Life is caught in the tension between order and chaos. If there is too much order, everything becomes the same and there is no room for creativity or anything new. Everything must fit the one pattern. If there is too much chaos nothing can last long enough to create anything useful; everything is just a jumble that destroys everything before it can get started. Between order and chaos is found the edge of chaos, the point where there is enough chaos for novelty and creativity, but also enough order for consistency and patterns to endure.
Foremost, great speakers exude genuine passion. Make sure what comes out of your mouth is aligned with your head and your heart
Create a vision. It’s never about the product. It’s about what we can be, what the world can be.
Use stories and personal anecdotes
Constant reinvention. Keep it fresh. Keep looking for new ideas and inspiration.
Grab them with a strong first impression
Eliminate jargon at all costs. Keep your language clear and concise. If you can say it in three words instead of four, use three. If you can say it in two syllables instead of three, use two.
Keep your body language open
Use dynamic hand gestures. According to Gallo, studies show complex thinkers use complex gestures
Vary the inflection and pace of your delivery. Pause for dramatic suspense.
Maintain constant eye contact with your audience
Give your audience a break. Break up dense presentations with visuals, music or other activities. All 60 minute segments are less than 18 minutes long. Studies show we reach a saturation point after 18 minutes. If you’re holding a day long workshop chunk info into segments.
Dress your best in a way that’s appropriate for your audience
Rehearse, Rehearse, Rehearse
That's the link to a writers resource lens I created on Squidoo. It's basically a link compilation. Please send your suggestions if I've missed something interesting!
A research team out of the University of Washington can predict with over 80 percent accuracy which couples will stay happy and which couples will split. They say it has nothing to do with irreconcilable differences.
http://www.thislife.org/ (look for the search field on the left and enter episode 261 for an audio archive) or search John Gottman.
It occurs to me that Gottman’s principles for communication can be generalized to all kinds of negotiated peace, including the really big kind.
Gottman’s Guidelines for Keeping the Peace
Don’t let the praise-criticism ratio fall beneath 7:3
However tempted, don’t show signs of contempt. (that includes rolling the eyeballs)
Accept influence from the other person/party, show that you’re working to cooperate.
Do your best not to let the other person/party feel attacked.
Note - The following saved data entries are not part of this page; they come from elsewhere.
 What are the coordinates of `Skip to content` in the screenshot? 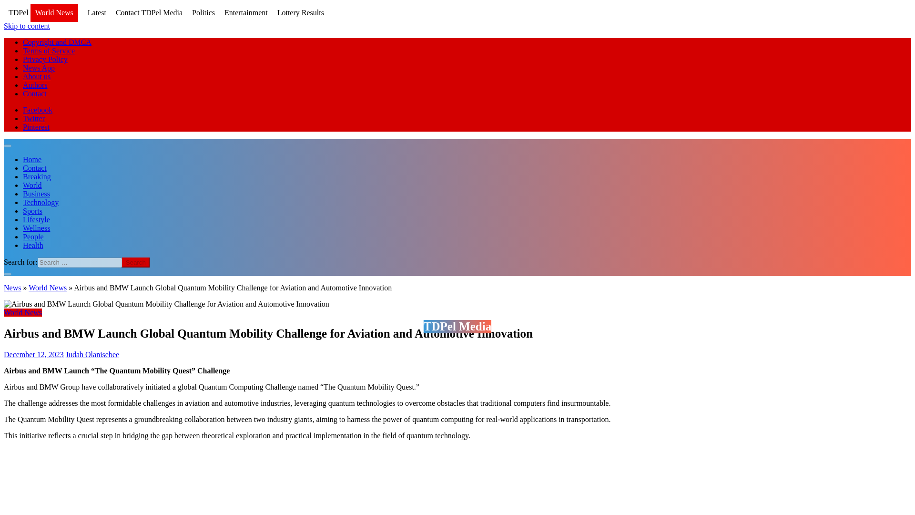 It's located at (27, 26).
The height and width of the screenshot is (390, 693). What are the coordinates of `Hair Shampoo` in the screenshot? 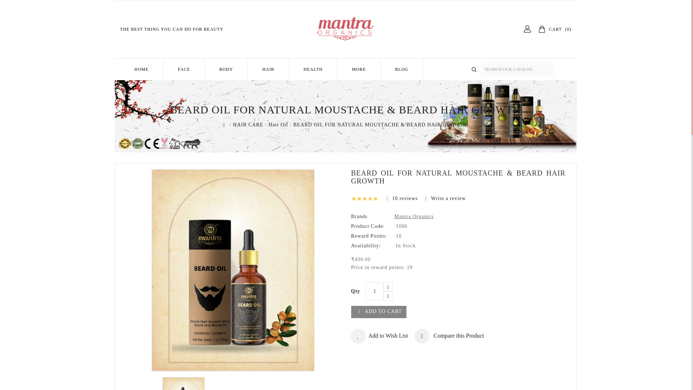 It's located at (294, 84).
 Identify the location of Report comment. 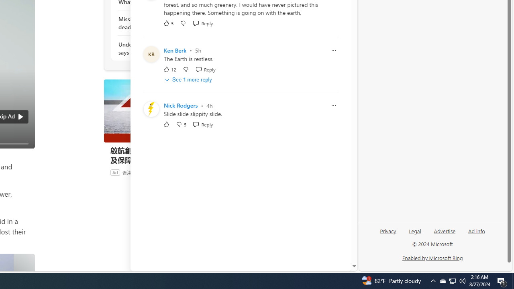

When we’re attacked our heart rate escalates along with adrenaline levels. This in effect creates a perceptual mote around us. We stop hearing what the other person says and cling to our own positions.
When this happens look for ways to de escalate. It’s better to back away slowly than hit a stone wall. The American Life archive above shows a really touching example of a couple de-escalating after the husband felt attacked.
Most relationships—including the successful ones-- have about 15 or so irreconcilable differences.
This is a good thing. What would be more frightening than a world where we all thought alike?